Eventually my bed went, and I lost my rational place in the house of bare cupboards, resounding floors and booming ceilings. Of home nothing was left. The boat we were notified had docked in Liverpool and departure was as scheduled. Luggage could have been shipped ahead if Mother and Father hadn’t been slow to pack their life’s remainders into the large trunks. Choices had been hard for them, too, as time rushed us towards embarking upon the ocean liner to take us away on our trans-Atlantic journey to Canada. Our bodies, individually, would move out to join the cargo of our worldly goods packed into three stacked trunks and a set of bulging luggage which sat layered in the black taxi purring at the curb. Each of us would be stepping forth for the last time out the front door, Father pulling the handle to; then off the threshold each would step, then out the front gate, Father clicking the latch behind; finally onto the well-know flagstones of the pavement and away onto new roads.

After two days limbo, a stayover in a hotel in the grimy city of Liverpool, which we had never desired to visit, the eve of sailing arrived.

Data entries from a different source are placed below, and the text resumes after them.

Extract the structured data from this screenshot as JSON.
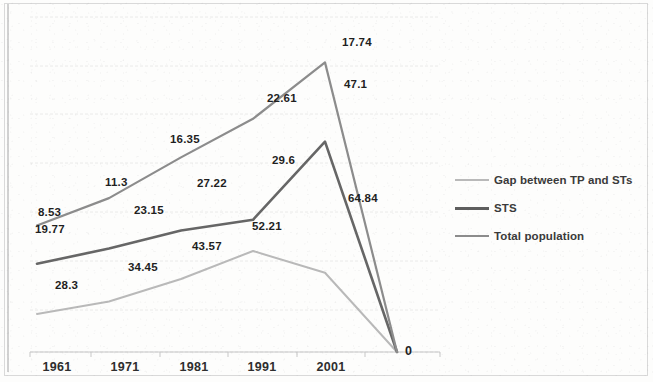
{
  "chart_data": {
    "type": "line",
    "title": "",
    "subtitle": "",
    "xlabel": "",
    "ylabel": "",
    "grid": true,
    "legend_position": "right",
    "categories": [
      "1961",
      "1971",
      "1981",
      "1991",
      "2001",
      ""
    ],
    "series": [
      {
        "name": "Gap between TP and STs",
        "color": "#b9b9b9",
        "width": 2,
        "values": [
          8.53,
          11.3,
          16.35,
          22.61,
          17.74,
          0
        ],
        "labels": [
          "8.53",
          "11.3",
          "16.35",
          "22.61",
          "17.74",
          ""
        ]
      },
      {
        "name": "STS",
        "color": "#666666",
        "width": 2.6,
        "values": [
          19.77,
          23.15,
          27.22,
          29.6,
          47.1,
          0
        ],
        "labels": [
          "19.77",
          "23.15",
          "27.22",
          "29.6",
          "47.1",
          ""
        ]
      },
      {
        "name": "Total population",
        "color": "#8c8c8c",
        "width": 2.2,
        "values": [
          28.3,
          34.45,
          43.57,
          52.21,
          64.84,
          0
        ],
        "labels": [
          "28.3",
          "34.45",
          "43.57",
          "52.21",
          "64.84",
          ""
        ]
      }
    ],
    "zero_label": "0",
    "gridline_color": "#e3e3e3",
    "axis_color": "#c7c7c7"
  },
  "legend": {
    "items": [
      {
        "label": "Gap between TP and STs",
        "color": "#b9b9b9",
        "thickness": "2px"
      },
      {
        "label": "STS",
        "color": "#5e5e5e",
        "thickness": "3px"
      },
      {
        "label": "Total population",
        "color": "#8c8c8c",
        "thickness": "2.4px"
      }
    ]
  },
  "xaxis": {
    "ticks": [
      {
        "label": "1961",
        "x": 57
      },
      {
        "label": "1971",
        "x": 125
      },
      {
        "label": "1981",
        "x": 194
      },
      {
        "label": "1991",
        "x": 262
      },
      {
        "label": "2001",
        "x": 331
      }
    ]
  },
  "data_labels": [
    {
      "text": "8.53",
      "x": 38,
      "y": 206,
      "series": "gap"
    },
    {
      "text": "11.3",
      "x": 105,
      "y": 176,
      "series": "gap"
    },
    {
      "text": "16.35",
      "x": 170,
      "y": 133,
      "series": "gap"
    },
    {
      "text": "22.61",
      "x": 267,
      "y": 92,
      "series": "gap"
    },
    {
      "text": "17.74",
      "x": 342,
      "y": 36,
      "series": "gap"
    },
    {
      "text": "19.77",
      "x": 35,
      "y": 223,
      "series": "sts"
    },
    {
      "text": "23.15",
      "x": 134,
      "y": 204,
      "series": "sts"
    },
    {
      "text": "27.22",
      "x": 197,
      "y": 177,
      "series": "sts"
    },
    {
      "text": "29.6",
      "x": 272,
      "y": 154,
      "series": "sts"
    },
    {
      "text": "47.1",
      "x": 344,
      "y": 78,
      "series": "sts"
    },
    {
      "text": "28.3",
      "x": 55,
      "y": 279,
      "series": "total"
    },
    {
      "text": "34.45",
      "x": 128,
      "y": 261,
      "series": "total"
    },
    {
      "text": "43.57",
      "x": 192,
      "y": 240,
      "series": "total"
    },
    {
      "text": "52.21",
      "x": 252,
      "y": 220,
      "series": "total"
    },
    {
      "text": "64.84",
      "x": 348,
      "y": 192,
      "series": "total"
    },
    {
      "text": "0",
      "x": 405,
      "y": 344,
      "series": "zero"
    }
  ]
}
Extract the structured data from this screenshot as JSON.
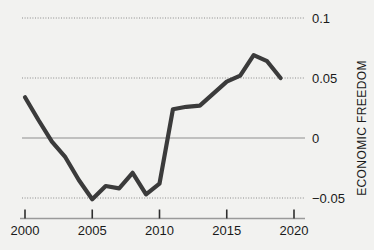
{
  "chart_data": {
    "type": "line",
    "title": "",
    "xlabel": "",
    "ylabel": "ECONOMIC FREEDOM",
    "xlim": [
      1999.3,
      2021.0
    ],
    "ylim": [
      -0.062,
      0.105
    ],
    "grid": true,
    "legend": null,
    "x_ticks": [
      "2000",
      "2005",
      "2010",
      "2015",
      "2020"
    ],
    "x_tick_values": [
      2000,
      2005,
      2010,
      2015,
      2020
    ],
    "y_ticks": [
      "0.1",
      "0.05",
      "0",
      "-0.05"
    ],
    "y_tick_values": [
      0.1,
      0.05,
      0,
      -0.05
    ],
    "y_axis_side": "right",
    "zero_line": 0,
    "line_color": "#3b3b3b",
    "grid_color": "#8a8a8a",
    "axis_color": "#9a9a9a",
    "background": "#f2f2f0",
    "series": [
      {
        "name": "Economic Freedom",
        "x": [
          2000,
          2001,
          2002,
          2003,
          2004,
          2005,
          2006,
          2007,
          2008,
          2009,
          2010,
          2011,
          2012,
          2013,
          2014,
          2015,
          2016,
          2017,
          2018,
          2019
        ],
        "values": [
          0.034,
          0.015,
          -0.003,
          -0.016,
          -0.035,
          -0.051,
          -0.04,
          -0.042,
          -0.029,
          -0.047,
          -0.038,
          0.024,
          0.026,
          0.027,
          0.037,
          0.047,
          0.052,
          0.069,
          0.064,
          0.05
        ]
      }
    ]
  },
  "axis": {
    "vertical_title": "ECONOMIC FREEDOM"
  }
}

That night we went to a picture house to see Bridge on the River Kwai. Next morning I scaled the gangway onto the ship, and while we searched for our cabins, I heard the horns sound and felt a huge movement as the vessel made leave from Liverpool’s gray harbor. Later, on deck, leaning over the railings, I scanned the haze beyond the wake, but the sliver of shore and the green cliff tops I expected to see had already vanished on the home horizon.